Conservative media was all about leaks today.

Today in Conservative Media: White House Leaks Prove Trump Isn’t a Fascist

Today in Conservative Media: White House Leaks Prove Trump Isn’t a Fascist

The Slatest has moved! You can find new stories here.
The Slatest
Your News Companion
May 12 2017 4:40 PM

Today in Conservative Media: White House Leaks Prove Trump Isn’t a Fascist

657419666-president-donald-trump-pauses-as-he-speaks-from-the
Donald Trump.

Mandel Ngan/AFP/Getty Images

170106_Logo_Conservative_Media4

A daily roundup of the biggest stories in right-wing media.

In a threatening Friday morning tweet, President Donald Trump warned former FBI Director James Comey against “leaking to the press”:

Advertisement

As far as some in the conservative media are concerned, Comey has already begun leaking information. “Trump’s remark comes just hours after The New York Times published an account of a dinner he had with Comey a week after he was sworn in in January,” the Daily Caller wrote, referring to reporting based on claims from unnamed individuals that Comey spoke to.

While the Daily Caller did not directly accuse Comey of leaking the information, a Gateway Pundit headline read, “Friday Tweets: TRUMP Goes After Fake News and Comey Leaks to Press.” Breitbart went further, writing, “Former FBI Director James Comey is now leaking details of a private dinner with President Donald Trump to the media, through some of his close associates.” The same article suggested that Comey’s inability “to stop sensitive leaks” was “one of the many reasons” he’d been fired in the first place.

Rush Limbaugh also turned to leaks in his Friday broadcast but insisted that leaks out of the White House, at least, reflected well on the president, providing evidence of his war with Washington elites. “[I]t has to do with Trump being an outsider and hiring insiders to be on his staff,” Limbaugh said. He proposed that the leakers were attempting to scare off other would be anti-establishment candidates to “dissuade [them] from ever trying what Trump tried here.”

Jonah Goldberg offered a different take on the issue in his National Review essay “Why the Trump White House Is So Leaky.” Noting that “leaks are coming from the president’s own handpicked team,” and that Trump himself sometimes seems to leak information, Goldberg dismissed the premise—one endorsed by Limbaugh—that such information is “fake news.” Ultimately, he argued the problem probably lies with the president himself, since “[h]e thrives on drama” and “likes to pit subordinates against each other.”

That’s not necessarily a bad thing, Goldberg observed. Writing that you never hear about leaks from totalitarian regimes (“Adolf Hitler was not plagued by leakers”), he proposed that the parade of information “should be oddly reassuring.”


TASK REQUIREMENTS
With no line omitted, restate the records below exactly as they appear.

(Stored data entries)

####

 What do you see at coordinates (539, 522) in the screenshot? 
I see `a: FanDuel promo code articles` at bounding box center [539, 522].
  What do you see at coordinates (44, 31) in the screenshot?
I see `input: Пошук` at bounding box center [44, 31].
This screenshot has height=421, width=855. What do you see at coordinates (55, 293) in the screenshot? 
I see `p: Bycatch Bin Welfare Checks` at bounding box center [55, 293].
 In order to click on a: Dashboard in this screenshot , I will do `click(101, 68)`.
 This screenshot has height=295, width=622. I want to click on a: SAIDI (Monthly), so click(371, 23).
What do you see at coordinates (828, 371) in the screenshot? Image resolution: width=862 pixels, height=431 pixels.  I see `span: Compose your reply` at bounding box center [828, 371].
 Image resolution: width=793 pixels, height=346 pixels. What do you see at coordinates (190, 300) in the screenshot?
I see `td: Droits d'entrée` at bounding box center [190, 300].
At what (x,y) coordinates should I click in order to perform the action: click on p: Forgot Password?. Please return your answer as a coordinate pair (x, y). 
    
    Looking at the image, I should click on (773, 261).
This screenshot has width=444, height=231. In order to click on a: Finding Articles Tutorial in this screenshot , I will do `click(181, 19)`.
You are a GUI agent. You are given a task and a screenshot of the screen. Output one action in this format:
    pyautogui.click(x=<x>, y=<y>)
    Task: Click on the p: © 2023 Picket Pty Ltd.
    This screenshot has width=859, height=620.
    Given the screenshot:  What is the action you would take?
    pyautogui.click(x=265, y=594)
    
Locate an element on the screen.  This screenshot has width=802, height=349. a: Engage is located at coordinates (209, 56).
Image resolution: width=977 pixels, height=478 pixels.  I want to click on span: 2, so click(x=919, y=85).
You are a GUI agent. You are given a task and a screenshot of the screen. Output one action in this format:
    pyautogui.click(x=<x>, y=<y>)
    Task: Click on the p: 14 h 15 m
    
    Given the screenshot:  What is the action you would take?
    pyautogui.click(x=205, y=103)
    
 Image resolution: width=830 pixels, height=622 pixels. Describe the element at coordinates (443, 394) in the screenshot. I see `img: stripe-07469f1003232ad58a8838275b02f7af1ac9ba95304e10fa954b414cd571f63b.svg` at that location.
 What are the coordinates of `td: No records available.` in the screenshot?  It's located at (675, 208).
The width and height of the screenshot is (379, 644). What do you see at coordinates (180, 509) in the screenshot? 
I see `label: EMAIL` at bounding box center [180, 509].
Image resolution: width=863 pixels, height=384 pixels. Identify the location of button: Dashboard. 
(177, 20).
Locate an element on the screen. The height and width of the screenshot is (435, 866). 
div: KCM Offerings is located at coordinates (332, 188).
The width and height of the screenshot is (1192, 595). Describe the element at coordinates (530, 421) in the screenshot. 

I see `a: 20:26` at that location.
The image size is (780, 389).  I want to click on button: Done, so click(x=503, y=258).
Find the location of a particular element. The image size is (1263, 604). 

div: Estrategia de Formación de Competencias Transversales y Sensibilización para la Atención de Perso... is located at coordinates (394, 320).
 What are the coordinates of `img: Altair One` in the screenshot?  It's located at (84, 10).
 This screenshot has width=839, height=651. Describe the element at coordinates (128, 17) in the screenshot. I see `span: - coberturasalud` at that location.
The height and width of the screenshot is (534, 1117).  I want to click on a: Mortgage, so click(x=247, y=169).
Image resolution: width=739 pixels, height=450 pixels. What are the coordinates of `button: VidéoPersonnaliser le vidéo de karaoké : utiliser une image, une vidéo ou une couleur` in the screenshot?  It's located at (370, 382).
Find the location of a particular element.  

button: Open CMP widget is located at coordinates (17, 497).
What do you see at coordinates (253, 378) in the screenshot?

####

YOUR RESPONSE
 What do you see at coordinates (539, 522) in the screenshot? 
I see `a: FanDuel promo code articles` at bounding box center [539, 522].
  What do you see at coordinates (44, 31) in the screenshot?
I see `input: Пошук` at bounding box center [44, 31].
This screenshot has height=421, width=855. What do you see at coordinates (55, 293) in the screenshot? 
I see `p: Bycatch Bin Welfare Checks` at bounding box center [55, 293].
 In order to click on a: Dashboard in this screenshot , I will do `click(101, 68)`.
 This screenshot has height=295, width=622. I want to click on a: SAIDI (Monthly), so click(371, 23).
What do you see at coordinates (828, 371) in the screenshot? Image resolution: width=862 pixels, height=431 pixels.  I see `span: Compose your reply` at bounding box center [828, 371].
 Image resolution: width=793 pixels, height=346 pixels. What do you see at coordinates (190, 300) in the screenshot?
I see `td: Droits d'entrée` at bounding box center [190, 300].
At what (x,y) coordinates should I click in order to perform the action: click on p: Forgot Password?. Please return your answer as a coordinate pair (x, y). 
    
    Looking at the image, I should click on (773, 261).
This screenshot has width=444, height=231. In order to click on a: Finding Articles Tutorial in this screenshot , I will do `click(181, 19)`.
You are a GUI agent. You are given a task and a screenshot of the screen. Output one action in this format:
    pyautogui.click(x=<x>, y=<y>)
    Task: Click on the p: © 2023 Picket Pty Ltd.
    This screenshot has width=859, height=620.
    Given the screenshot:  What is the action you would take?
    pyautogui.click(x=265, y=594)
    
Locate an element on the screen.  This screenshot has width=802, height=349. a: Engage is located at coordinates (209, 56).
Image resolution: width=977 pixels, height=478 pixels.  I want to click on span: 2, so click(x=919, y=85).
You are a GUI agent. You are given a task and a screenshot of the screen. Output one action in this format:
    pyautogui.click(x=<x>, y=<y>)
    Task: Click on the p: 14 h 15 m
    
    Given the screenshot:  What is the action you would take?
    pyautogui.click(x=205, y=103)
    
 Image resolution: width=830 pixels, height=622 pixels. Describe the element at coordinates (443, 394) in the screenshot. I see `img: stripe-07469f1003232ad58a8838275b02f7af1ac9ba95304e10fa954b414cd571f63b.svg` at that location.
 What are the coordinates of `td: No records available.` in the screenshot?  It's located at (675, 208).
The width and height of the screenshot is (379, 644). What do you see at coordinates (180, 509) in the screenshot? 
I see `label: EMAIL` at bounding box center [180, 509].
Image resolution: width=863 pixels, height=384 pixels. Identify the location of button: Dashboard. 
(177, 20).
Locate an element on the screen. The height and width of the screenshot is (435, 866). 
div: KCM Offerings is located at coordinates (332, 188).
The width and height of the screenshot is (1192, 595). Describe the element at coordinates (530, 421) in the screenshot. 

I see `a: 20:26` at that location.
The image size is (780, 389).  I want to click on button: Done, so click(x=503, y=258).
Find the location of a particular element. The image size is (1263, 604). 

div: Estrategia de Formación de Competencias Transversales y Sensibilización para la Atención de Perso... is located at coordinates (394, 320).
 What are the coordinates of `img: Altair One` in the screenshot?  It's located at (84, 10).
 This screenshot has width=839, height=651. Describe the element at coordinates (128, 17) in the screenshot. I see `span: - coberturasalud` at that location.
The height and width of the screenshot is (534, 1117).  I want to click on a: Mortgage, so click(x=247, y=169).
Image resolution: width=739 pixels, height=450 pixels. What are the coordinates of `button: VidéoPersonnaliser le vidéo de karaoké : utiliser une image, une vidéo ou une couleur` in the screenshot?  It's located at (370, 382).
Find the location of a particular element.  

button: Open CMP widget is located at coordinates (17, 497).
What do you see at coordinates (253, 378) in the screenshot?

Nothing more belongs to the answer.